Catherine McClung

Considering herself blessed to combine work with her passion, Catherine McClung’s paintings are a record of her observations of nature. Growing up in Toronto, Canada, her mother taught her all the names of the flowers in her modest backyard. “I recall my first spectacular bird sighting as if it were yesterday – it was a Baltimore oriole, with brilliant yellow-orange feathers framed with black markings.”
     Her family moved to the United States when she was a teenager and she continued her education at Eastern Michigan University. Throughout college she led an elementary age, summer program called “Nature Adventure.” One summer while teaching arts and crafts classes to adults and children at a local art supply store, she began to see other people enjoy her work. “I would decorate the windows with crafts that I had made to encourage others to buy the art supplies. I placed the paintings of birds I had done on barn wood and driftwood in the store window…people came into the store asking to buy the paintings.”
      After starting a family, McClung looked for a business that she could do from home. With some encouragement from a friend and few successful sales, she began painting watercolor paintings on watercolor paper. For the next 30 plus years she would teach herself to paint. She has published over 80 limited edition prints with many sell outs. Her work has been licensed for several commercial products including collector plates, dinnerware, and ornaments. She has been asked to design bird posters for the Department of Natural Resources of seven states. Her illustrations grace the pages of the children’s book “The Far Flung Adventures of Homer the Hummer” which helped to tell the story of the amazing and perilous year in the life of a ruby-throated hummingbird.
     With a move to west Michigan in 2005 she realized that she would spend the rest of her life painting her new neighbors residing in the woods, waters, and meadows surrounding her. “Walking every day helps to center me on the natural world. Every time I step out the door or look out the window, I am reminded of God’s greatness.”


Task details: Below are entries to be transcribed exactly; exclude the pictures from the copy.

Dataset listings of figures:
__________

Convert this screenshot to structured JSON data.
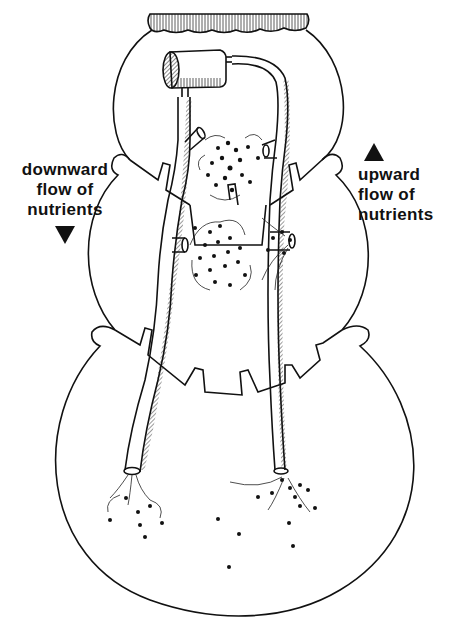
{
  "labels": {
    "downward": {
      "lines": [
        "downward",
        "flow of",
        "nutrients"
      ],
      "arrow": "down-triangle"
    },
    "upward": {
      "lines": [
        "upward",
        "flow of",
        "nutrients"
      ],
      "arrow": "up-triangle"
    }
  },
  "colors": {
    "ink": "#111111",
    "background": "#ffffff"
  }
}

__________

Exercise answer:
Convert this screenshot to structured JSON data.
{
  "labels": {
    "downward": {
      "lines": [
        "downward",
        "flow of",
        "nutrients"
      ],
      "arrow": "down-triangle"
    },
    "upward": {
      "lines": [
        "upward",
        "flow of",
        "nutrients"
      ],
      "arrow": "up-triangle"
    }
  },
  "colors": {
    "ink": "#111111",
    "background": "#ffffff"
  }
}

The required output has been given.